Chronicle of Higher Education, March 28, 2003

America: an Empire in Denial
By NIALL FERGUSON

Once there was an empire that governed roughly a quarter of the world's population, covered about the same proportion of the Earth's land surface, and dominated nearly all its oceans. The British empire was the biggest empire ever, bar none. How an archipelago of rainy islands off the northwest coast of Europe came to rule the world is one of the fundamental questions not just of British but of world history.

Why should Americans care about the history of the British empire? There are two reasons. The first is that the United States was a product of that empire -- and not just in the negative sense that it was founded in the first successful revolt against British imperial rule. America today still bears the indelible stamp of the colonial era, when, for the better part of two centuries, the majority of white settlers on the Eastern Seaboard were from the British Isles. Second, and perhaps more important, the British empire is the most commonly cited precedent for the global power currently wielded by the United States. America is the heir to the empire in both senses: offspring in the colonial era, successor today. Perhaps the most burning contemporary question of American politics is, Should the United States seek to shed or to shoulder the imperial load it has inherited? I do not believe that question can be answered without an understanding of how the British empire rose and fell; and of what it did, not just for Britain but for the world as a whole.

Was the British empire a good or bad thing? It is nowadays quite conventional to think that, on balance, it was a bad thing. One obvious reason for the empire's fall into disrepute was its involvement in the Atlantic slave trade and slavery itself. This is no longer a question for historical judgment alone; it has become a political, and potentially a legal, issue. The questions recently posed by an eminent historian on BBC television may be said to encapsulate the current conventional wisdom. "How," he asked, "did a people who thought themselves free end up subjugating so much of the world? ... How did an empire of the free become an empire of slaves?'' How, despite their "good intentions," did the British sacrifice "common humanity" to "the fetish of the market"?

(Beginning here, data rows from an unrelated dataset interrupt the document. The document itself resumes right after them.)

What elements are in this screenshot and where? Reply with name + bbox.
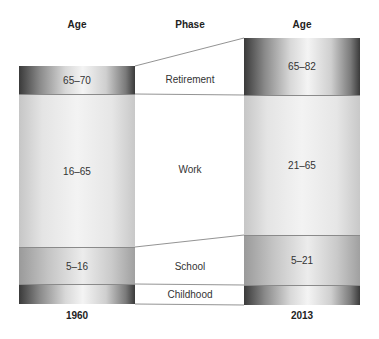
segment-1960-school: 5–16	[19, 247, 135, 284]
segment-1960-work: 16–65	[19, 94, 135, 247]
age-range-1960-retirement: 65–70	[63, 75, 91, 86]
year-label-1960: 1960	[37, 310, 117, 321]
segment-2013-work: 21–65	[244, 95, 360, 235]
age-range-2013-work: 21–65	[288, 160, 316, 171]
segment-2013-retirement: 65–82	[244, 38, 360, 95]
phase-label-work: Work	[136, 164, 244, 175]
segment-2013-school: 5–21	[244, 235, 360, 285]
phase-label-childhood: Childhood	[136, 289, 244, 300]
year-label-2013: 2013	[262, 310, 342, 321]
age-range-1960-school: 5–16	[66, 261, 88, 272]
segment-1960-childhood	[19, 284, 135, 304]
segment-2013-childhood	[244, 285, 360, 305]
age-range-2013-retirement: 65–82	[288, 61, 316, 72]
column-2013: 65–82 21–65 5–21	[244, 38, 360, 305]
phase-label-retirement: Retirement	[136, 74, 244, 85]
segment-1960-retirement: 65–70	[19, 66, 135, 94]
phase-label-school: School	[136, 261, 244, 272]
age-range-1960-work: 16–65	[63, 166, 91, 177]
column-1960: 65–70 16–65 5–16	[19, 66, 135, 304]
age-range-2013-school: 5–21	[291, 255, 313, 266]
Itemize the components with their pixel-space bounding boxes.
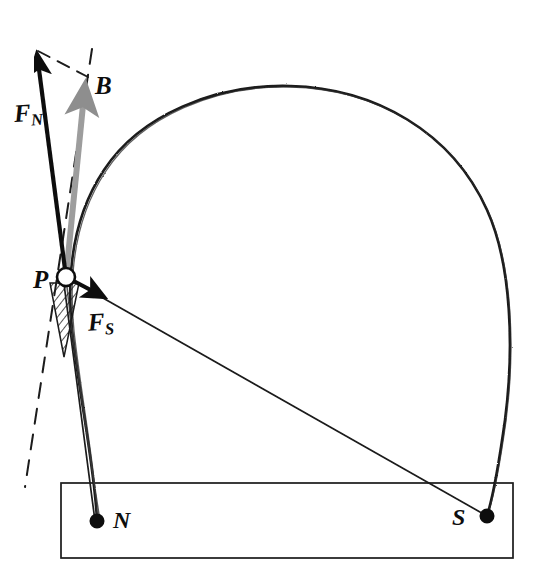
label-field-b: B	[95, 73, 112, 98]
pole-north-marker	[91, 515, 104, 528]
vector-force-north	[37, 54, 66, 277]
line-p-to-south-pole	[66, 277, 487, 516]
diagram-canvas	[0, 0, 552, 582]
label-pole-north: N	[113, 508, 130, 532]
field-line-path	[70, 86, 510, 521]
resultant-construction-line	[38, 51, 88, 77]
label-point-p-base: P	[33, 266, 48, 293]
pole-south-dot	[481, 510, 494, 523]
pole-north-dot	[91, 515, 104, 528]
label-force-north: FN	[13, 99, 43, 130]
label-point-p: P	[33, 267, 48, 292]
label-force-north-base: F	[13, 99, 32, 127]
field-line-path-shadow	[72, 87, 511, 521]
label-pole-south-base: S	[452, 504, 465, 530]
magnetic-field-diagram: FN B P FS N S	[0, 0, 552, 582]
label-force-north-sub: N	[30, 110, 43, 130]
label-field-b-base: B	[95, 72, 112, 99]
field-line	[70, 86, 511, 521]
label-force-south-base: F	[87, 308, 105, 336]
point-p-marker	[57, 268, 75, 286]
label-pole-south: S	[452, 505, 465, 529]
resultant-dashed-line	[38, 51, 88, 77]
pole-south-marker	[481, 510, 494, 523]
vector-fn-shaft	[37, 54, 66, 277]
p-to-s-line	[66, 277, 487, 516]
label-force-south-sub: S	[104, 319, 114, 338]
label-pole-north-base: N	[113, 507, 130, 533]
label-force-south: FS	[87, 308, 114, 338]
point-p-circle	[57, 268, 75, 286]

Despite a certain patronizing fondness for postcolonial England, most Americans need little persuading that the British empire was a bad thing. The Declaration of Independence itemizes "a long train of abuses and usurpations" by the British imperial government, "pursuing invariably the same Object," namely "a design to reduce [the American colonists] under absolute Despotism" and to establish "an absolute Tyranny over these States." A few clear-sighted Americans -- notably Alexander Hamilton -- saw from an early stage that the United States would necessarily become an empire in its own right; the challenge, in his eyes, was to ensure that it was a "republican empire," one that did not sacrifice liberty at home for the sake of power abroad. Even Hamilton's critics were covert imperialists: Jefferson's expanding frontier implied colonization at the expense of Native Americans. Yet the anti-imperialist strain in American political rhetoric proved -- and continues to prove -- very resistant to treatment.